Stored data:
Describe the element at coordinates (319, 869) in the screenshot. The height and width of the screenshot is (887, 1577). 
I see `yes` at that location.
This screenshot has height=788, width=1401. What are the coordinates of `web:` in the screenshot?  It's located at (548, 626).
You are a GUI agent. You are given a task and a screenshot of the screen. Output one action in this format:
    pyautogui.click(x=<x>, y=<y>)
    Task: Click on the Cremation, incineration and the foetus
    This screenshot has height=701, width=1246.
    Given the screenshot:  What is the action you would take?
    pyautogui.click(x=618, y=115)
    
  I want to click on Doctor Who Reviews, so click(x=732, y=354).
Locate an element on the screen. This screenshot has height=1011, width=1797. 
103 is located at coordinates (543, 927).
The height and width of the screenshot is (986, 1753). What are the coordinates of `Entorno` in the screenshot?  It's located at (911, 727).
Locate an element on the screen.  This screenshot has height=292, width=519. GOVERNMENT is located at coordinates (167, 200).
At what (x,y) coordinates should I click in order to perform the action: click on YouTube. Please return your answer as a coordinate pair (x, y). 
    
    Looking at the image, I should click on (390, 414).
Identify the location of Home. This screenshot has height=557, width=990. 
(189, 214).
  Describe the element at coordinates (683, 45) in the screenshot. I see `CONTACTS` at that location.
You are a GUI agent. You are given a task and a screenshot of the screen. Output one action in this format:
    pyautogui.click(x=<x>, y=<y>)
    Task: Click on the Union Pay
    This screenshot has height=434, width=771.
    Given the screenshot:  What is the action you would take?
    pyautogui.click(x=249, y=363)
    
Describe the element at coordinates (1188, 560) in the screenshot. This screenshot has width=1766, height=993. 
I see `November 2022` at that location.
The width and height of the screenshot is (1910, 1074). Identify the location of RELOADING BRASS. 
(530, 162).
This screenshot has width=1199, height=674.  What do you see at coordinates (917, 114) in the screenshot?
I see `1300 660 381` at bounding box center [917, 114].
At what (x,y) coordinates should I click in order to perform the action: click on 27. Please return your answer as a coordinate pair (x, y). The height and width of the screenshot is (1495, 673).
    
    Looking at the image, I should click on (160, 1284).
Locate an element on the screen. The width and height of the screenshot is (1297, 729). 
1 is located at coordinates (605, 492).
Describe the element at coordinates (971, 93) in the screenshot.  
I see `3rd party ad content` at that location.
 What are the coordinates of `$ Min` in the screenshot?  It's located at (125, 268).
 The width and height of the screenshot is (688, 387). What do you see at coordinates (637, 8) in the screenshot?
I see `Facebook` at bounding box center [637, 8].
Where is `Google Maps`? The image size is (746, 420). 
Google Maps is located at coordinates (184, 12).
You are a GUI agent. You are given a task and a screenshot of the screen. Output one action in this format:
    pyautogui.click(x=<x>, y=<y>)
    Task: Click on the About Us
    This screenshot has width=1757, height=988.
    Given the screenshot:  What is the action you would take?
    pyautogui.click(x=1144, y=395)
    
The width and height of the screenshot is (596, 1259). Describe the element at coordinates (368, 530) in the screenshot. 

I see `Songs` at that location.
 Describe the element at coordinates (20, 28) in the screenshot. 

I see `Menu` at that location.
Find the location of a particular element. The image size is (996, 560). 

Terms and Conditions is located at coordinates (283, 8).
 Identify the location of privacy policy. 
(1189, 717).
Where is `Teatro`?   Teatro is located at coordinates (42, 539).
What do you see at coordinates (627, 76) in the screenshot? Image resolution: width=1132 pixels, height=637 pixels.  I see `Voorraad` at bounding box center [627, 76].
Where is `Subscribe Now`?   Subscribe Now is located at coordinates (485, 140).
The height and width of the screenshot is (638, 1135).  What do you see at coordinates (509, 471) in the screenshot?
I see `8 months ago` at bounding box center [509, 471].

AIM OF THE EXERCISE> Write out again every entry above, exactly as given.

RESULT OF THIS EXERCISE>
Describe the element at coordinates (319, 869) in the screenshot. The height and width of the screenshot is (887, 1577). 
I see `yes` at that location.
This screenshot has height=788, width=1401. What are the coordinates of `web:` in the screenshot?  It's located at (548, 626).
You are a GUI agent. You are given a task and a screenshot of the screen. Output one action in this format:
    pyautogui.click(x=<x>, y=<y>)
    Task: Click on the Cremation, incineration and the foetus
    This screenshot has height=701, width=1246.
    Given the screenshot:  What is the action you would take?
    pyautogui.click(x=618, y=115)
    
  I want to click on Doctor Who Reviews, so click(x=732, y=354).
Locate an element on the screen. This screenshot has height=1011, width=1797. 
103 is located at coordinates (543, 927).
The height and width of the screenshot is (986, 1753). What are the coordinates of `Entorno` in the screenshot?  It's located at (911, 727).
Locate an element on the screen.  This screenshot has height=292, width=519. GOVERNMENT is located at coordinates (167, 200).
At what (x,y) coordinates should I click in order to perform the action: click on YouTube. Please return your answer as a coordinate pair (x, y). 
    
    Looking at the image, I should click on (390, 414).
Identify the location of Home. This screenshot has height=557, width=990. 
(189, 214).
  Describe the element at coordinates (683, 45) in the screenshot. I see `CONTACTS` at that location.
You are a GUI agent. You are given a task and a screenshot of the screen. Output one action in this format:
    pyautogui.click(x=<x>, y=<y>)
    Task: Click on the Union Pay
    This screenshot has height=434, width=771.
    Given the screenshot:  What is the action you would take?
    pyautogui.click(x=249, y=363)
    
Describe the element at coordinates (1188, 560) in the screenshot. This screenshot has width=1766, height=993. 
I see `November 2022` at that location.
The width and height of the screenshot is (1910, 1074). Identify the location of RELOADING BRASS. 
(530, 162).
This screenshot has width=1199, height=674.  What do you see at coordinates (917, 114) in the screenshot?
I see `1300 660 381` at bounding box center [917, 114].
At what (x,y) coordinates should I click in order to perform the action: click on 27. Please return your answer as a coordinate pair (x, y). The height and width of the screenshot is (1495, 673).
    
    Looking at the image, I should click on (160, 1284).
Locate an element on the screen. The width and height of the screenshot is (1297, 729). 
1 is located at coordinates (605, 492).
Describe the element at coordinates (971, 93) in the screenshot.  
I see `3rd party ad content` at that location.
 What are the coordinates of `$ Min` in the screenshot?  It's located at (125, 268).
 The width and height of the screenshot is (688, 387). What do you see at coordinates (637, 8) in the screenshot?
I see `Facebook` at bounding box center [637, 8].
Where is `Google Maps`? The image size is (746, 420). 
Google Maps is located at coordinates (184, 12).
You are a GUI agent. You are given a task and a screenshot of the screen. Output one action in this format:
    pyautogui.click(x=<x>, y=<y>)
    Task: Click on the About Us
    This screenshot has width=1757, height=988.
    Given the screenshot:  What is the action you would take?
    pyautogui.click(x=1144, y=395)
    
The width and height of the screenshot is (596, 1259). Describe the element at coordinates (368, 530) in the screenshot. 

I see `Songs` at that location.
 Describe the element at coordinates (20, 28) in the screenshot. 

I see `Menu` at that location.
Find the location of a particular element. The image size is (996, 560). 

Terms and Conditions is located at coordinates (283, 8).
 Identify the location of privacy policy. 
(1189, 717).
Where is `Teatro`?   Teatro is located at coordinates (42, 539).
What do you see at coordinates (627, 76) in the screenshot? Image resolution: width=1132 pixels, height=637 pixels.  I see `Voorraad` at bounding box center [627, 76].
Where is `Subscribe Now`?   Subscribe Now is located at coordinates (485, 140).
The height and width of the screenshot is (638, 1135).  What do you see at coordinates (509, 471) in the screenshot?
I see `8 months ago` at bounding box center [509, 471].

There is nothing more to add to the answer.